Rendezvous With Yesterday (The Gifted Ones #2)(48)







Beth said nothing. Just watched Robert as little sparks ignited all along her torso where his hands brushed her as he adjusted her tank top.

His hair was windblown. His clothes looked as though he had been rolling around in a barbecue pit. And the skin alongside his mouth bore a tightness it had lacked earlier.

“Did you find what you sought?” he asked when the silence stretched.

She sighed. “Nay. I didn’t really expect to, but I had to look anyway.”

He nodded.

“I guess they told you everything, huh?”

“Who?”

“The motley crew out in the hallway. Your overly curious knights in somewhat tarnished armor.” All of whom had shadowed her throughout the day and seen her attempts to find proof that what stared her in the face was not true.

“Aye.”

She didn’t know what spin Stephen had put on her actions, but guessed it probably involved pointing an index finger at his temple and swirling it in circles in the universal cuckoo sign. “Do you believe me now?” she asked, not really wanting the answer.

“About what?”

“Being mad. Do you believe I’m crazy?” The servants certainly had before Adam had begun his ruse.

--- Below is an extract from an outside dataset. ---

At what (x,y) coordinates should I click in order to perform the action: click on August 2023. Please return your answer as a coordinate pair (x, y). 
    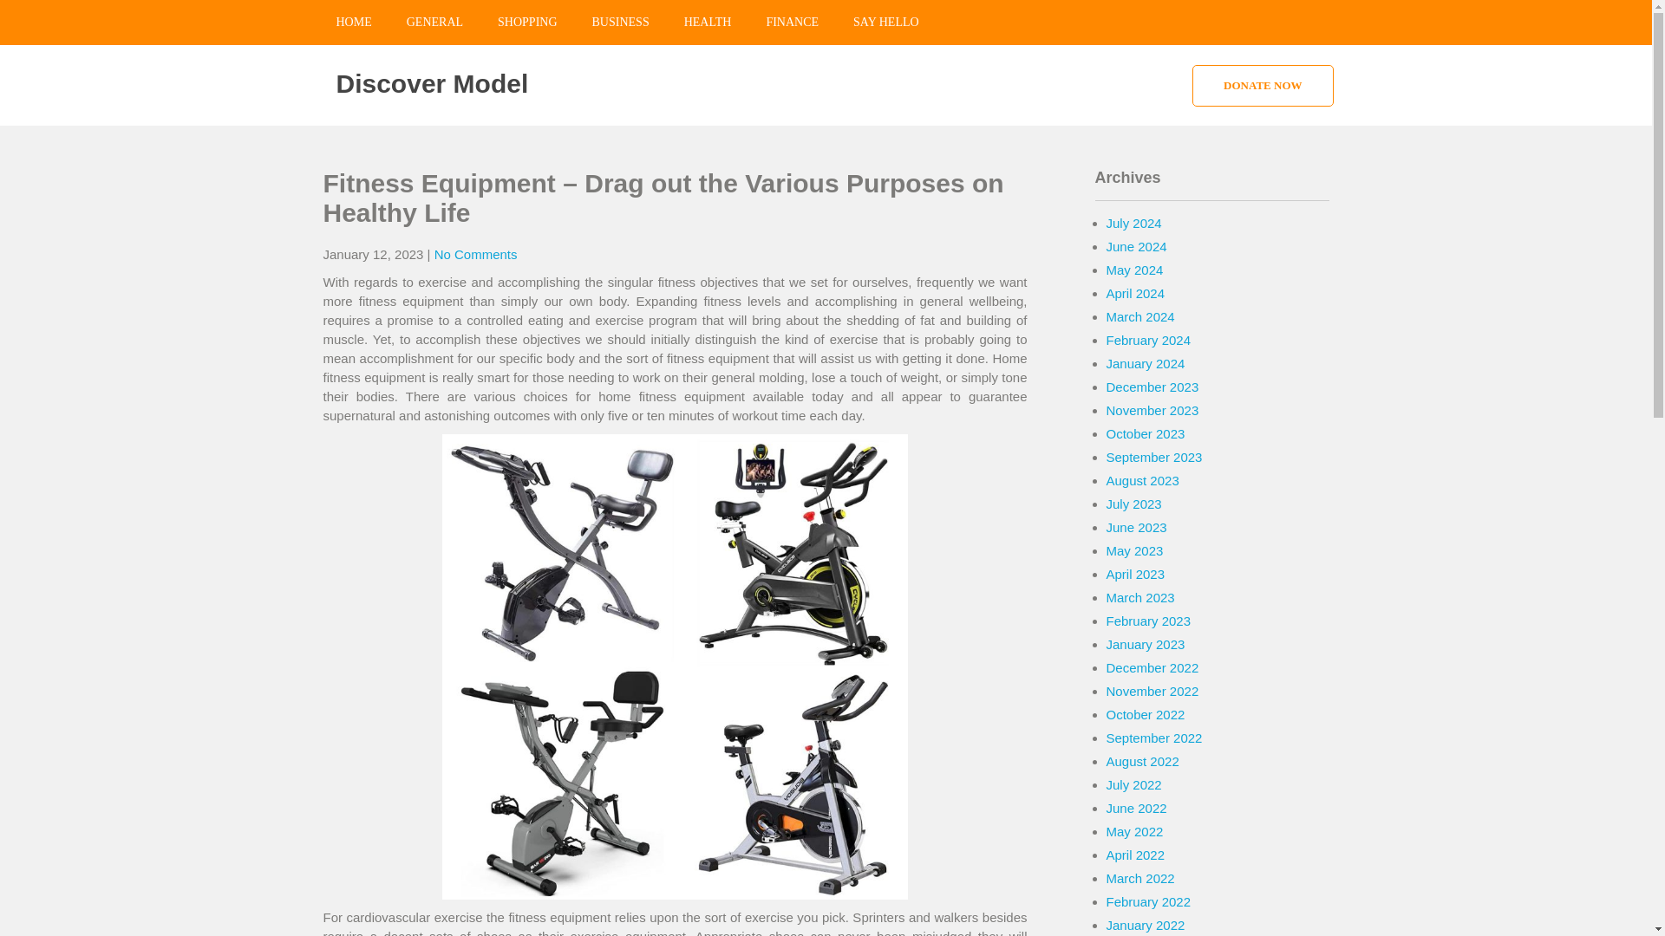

She wasn’t sure what they thought now.

“Nay, I do not,” he responded, then smiled. “I do not believe you are wacky in the wicky woo.”



That almost made Beth laugh. “Do you have any idea how strange that sounds coming from the mouth of a medieval knight?”

“No less strange than it does coming from your own sweet lips.”

Her amusement faded. “I screwed up, didn’t I?” He said nothing, because he agreed or because he didn’t understand her? “I made a mistake,” she clarified. “I know I did. Your friends wouldn’t have gotten down on their hands and knees and pretended they knew what the hell I was doing if I hadn’t. I knew I was making a spectacle of myself, but I couldn’t help it. I had to know. I had to be sure. I—”

Robert touched a finger to her lips to halt the sudden rapid flow of words. “You did naught wrong, Beth.”

“Yes, I did. You’re just trying to be nice.”

“Mayhap your behavior was a trifle odd, but there was no harm done.”

She shook her head, touched by his constant kindness. “Everyone here thinks I’m mad, Robert. Everyone but you.”

“Nay, Beth.”

“Your men do. Stephen and Michael and Adam. They think I’m nuts.”

“They do not.”

Damn, he was nice.

Beth lowered her arms and held her hands out to him. “You know what?”

Grasping her hands, he drew her up to sit beside him. “What?”

“You’re a terrible liar.” And she thought it one of his most endearing qualities. She had dealt with so many liars over the years. Closing her eyes, Beth leaned into him and rested her face against his dirty surcoat. It smelled of fresh air and soot. “What am I going to do?”

He wrapped his arms around her. “You are going to give me time enough to bathe the stench from my body, then join me for a light supper.”

She rolled her head from side to side. “If you knew what I was thinking… how crazy this all seems…” She had traveled back in time to medieval England.

How the hell was that even possible?

He pressed a kiss to her hair.

Her heart fluttered in her breast.

“Tell me, Beth. I will not betray your confidence.”

She couldn’t. Not yet. Not while she was still trying to understand it herself. “One more day, Robert.” Sliding her arms around his waist, she held him close. “Give me one more day, then I’ll tell you everything. I just hope…”

“What?”

“I hope you’ll still like me after I tell you.” He had been raised in a time when superstition governed thought and action as much religion and politics did. She had no idea how he would react to her telling him she was from the future.

His hold tightened. “You need not fear, Beth. Naught you say will change the way I feel about you.”





Chapter Nine



Beth turned Robert’s words over and over in her mind that night as she huddled beneath the covers, trying to fend off the mental demons that plagued her long enough to fall sleep.

Naught you say will change the way I feel about you.

Robert had coaxed her back to her own chamber and had a bath prepared for her.

She could see what he had meant about not wanting to trouble the servants nightly. It had taken a lot of buckets to fill that tub. And Beth hadn’t even let them fill it as full as they’d wanted to.

Robert had bathed in his chamber, or solar, then had invited her to join him there for a meal, presenting her with a trencher full of food she was too afraid to eat after her inspection of the kitchen.

Seated across from him at the table before the hearth, she had peppered him with questions about his life.

It was all real.

This was real.

This place. Fosterly. This time.

How had she come to be there? How had she accomplished something men and women who were far smarter than her believed was only possible theoretically?